Teach Kids About Fairness vs Equity With the Band-Aid Lesson

Teach Kids About Fairness vs Equity With the Band-Aid Lesson
Contributor: Meghan Moravcik Walbert

Kids have a tendency to think that “fair” means “equal.” An older sibling having a later bedtime isn’t fair; one child having a rough day and receiving special one-on-one time with a parent isn’t fair. But there’s a trick elementary teachers use to teach kids the difference between fairness and equity, and it’s one parents can try at home with the whole family: The Band-Aid Lesson.

It goes like this:

1. Take out a stack of Band-Aids (or a sheet of stickers if you don’t want to waste actual Band-Aids). Tell everyone in the family to think of a pretend injury they have. It can be anything from a paper cut to a broken bone to something more catastrophic.

2. One by one, ask each family member to describe their injury. When they’re done, place a single Band-Aid over the spot of the injury.

3. When everyone has had a turn, reflect on the fairness versus the equity of everyone receiving the exact same treatment for different injuries. Empowering Education offers these talking points:

What was your injury? And what treatment did you get? Wow — we had lots of different injuries! Some people actually just had little cuts, so the Band-Aid would have worked for them. But some people had broken bones or worse; would the Band-Aid have worked for them? NO!

Let’s think about how this relates to our original definition of fairness — that fair means equal.
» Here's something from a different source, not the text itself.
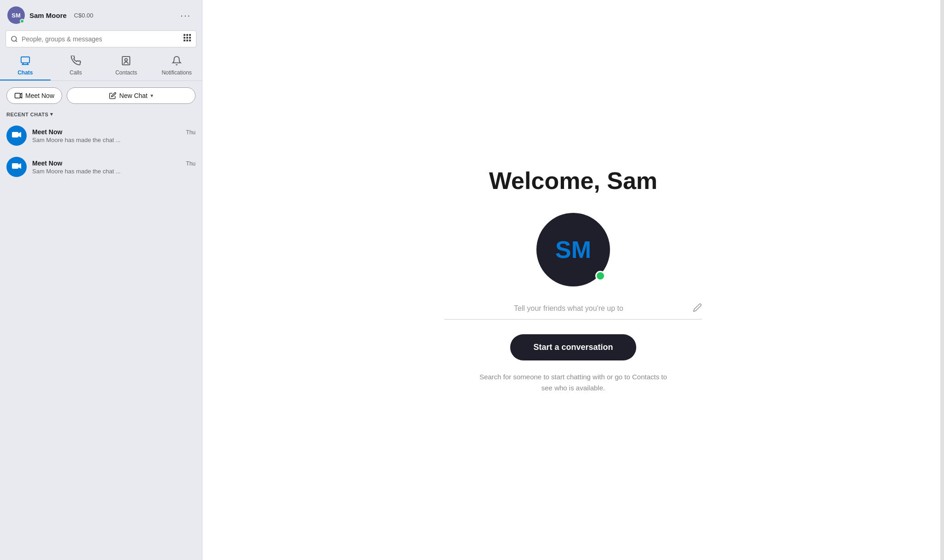 This screenshot has width=944, height=560. What do you see at coordinates (101, 95) in the screenshot?
I see `action-buttons: Meet Now New Chat ▾` at bounding box center [101, 95].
Everyone got the same treatment here, so everyone was equal. Was that fair?

From there, you can talk with kids about how what is fair is different from person to person and child to child because everyone has different needs. The younger child has to go to bed earlier because their body needs more rest to grow. The child who is sad needs more connection and attention in that moment to help them feel better. A child at school who struggles with a maths concept may need more one-on-one instruction from the teacher than a child who understands it the first time it’s explained.

Brainstorm a few other examples together of instances when they’ve seen someone receive more attention or been given different rules to follow because of differing needs that may have seemed unfair at the time.